As one of my contributions to the Lead SA campaign, I’d like to tell you all to stop your moaning and complaining. Unless, of course, you plan some concrete action to back it up. It seems impossible to read a local news story that doesn’t have a stream of whiny complaints appended to it, where everything is wrong, and it’s always everybody else’s fault. This pervasive negativity can also be self-perpetuating. Consider the @PigSpotter micro-saga: There’s a confirmation bias at play there, in that many of the callers/bloggers/twitterers are focusing on the cops who fit whatever stereotype is at play, and forgetting that the majority (?) of cops don’t deserve this moniker. Second, any justified ire is more perhaps more appropriately directed at those who give the cops their instructions, not the cops themselves.
But instead, abuse and ridicule of police is now a sport played by thousands of motorists, who are aggrieved that someone has the impunity to try and prevent them from endangering themselves and others on the roads. Sure, some police may be corrupt, and if too few of them are exposed, we end up being exploited. I’ve seen no reason to suspect that this is the norm, though – instead, this appears to be a case of people actively – and publicly – trying to find ways to evade their legal responsibilities. Why should this activity be praised, or protected?
Having said that, of course it shouldn’t be criminal to call cops “pigs”, and it should remain criminal to harass motorists and search their cellphones, as police are reportedly now doing. But being allowed to call cops pigs doesn’t necessarily mean we should do it. If you do believe it appropriate to spread word of road blocks & speed traps, that same information can be passed on via Twitter or whatever other channel, sans the abuse. Which might be more in our interests, seeing as the abuse might simply make the cops more inclined to do whatever it is @pigspotter and his supporters accuse them of doing.

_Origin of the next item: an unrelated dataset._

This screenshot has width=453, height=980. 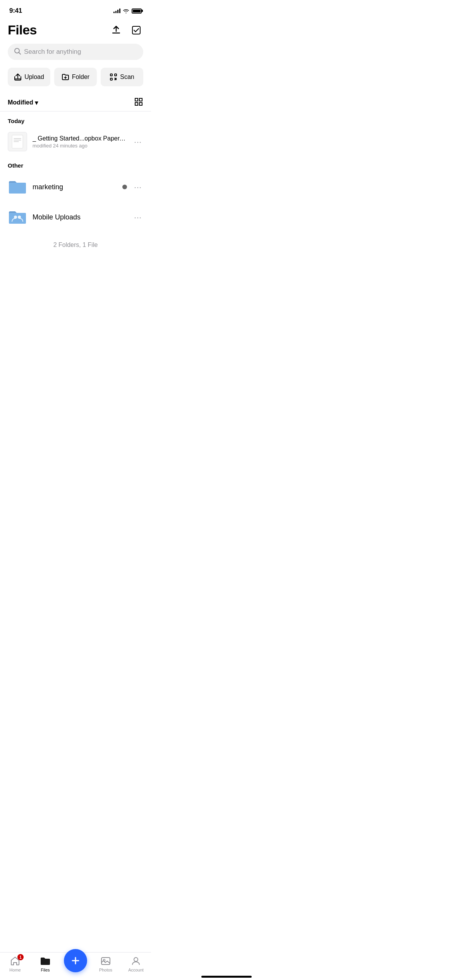 What do you see at coordinates (76, 31) in the screenshot?
I see `page-header: Files` at bounding box center [76, 31].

Simply put, we’d have far less trouble with the law if we simply obeyed it. I’m of course making a general point, rather than addressing complications such as those involved where the law is wrong, and where we might have a moral or political duty to oppose it. Likewise, we’d make far less trouble for ourselves if we obeyed the common sense notion of doing our homework before investing in something, whether it be a product or a relationship. Sites like Hellopeter are replete with whines from people who bought something, or engaged with some firm or other, where the vendor or the product could be known to be unsatisfactory in advance – if the buyer had bothered to investigate the matter.
As any geek would attest, discussion forums dealing with complex electronic devices like smartphones are littered with this sort of victim mentality, where it’s always someone else fault that “my phone can’t do X” (if it’s an iPhone). Again, if something is that important to you, do your homework beforehand (as @6000 recently pointed out in typically diplomatic style). As with the Darwin awards, sometimes you entirely deserve what you get.
I speak from experience here, in that I recently sold a new laptop to a buyer I found via Gumtree. Except it turned out that the SMS’ed proof of payment he sent me was a fake, as I suggested it might be to the friend I was sitting with, waiting for the buyer. “It would be entirely my fault”, I said (or something like that), “because I’m too impatient to get rid of it, and can’t be asked to engage with any more emails or calls from random strangers. And so it proved to be my fault, and a guy going by the name of Mark Shoul has a free laptop (sorry, Larry, I could have just given it to you in the end), and a case number with “his name” on it at SAPS. But I don’t deserve to get anything back – I deserve exactly what I got, which is nothing, besides being taught a lesson.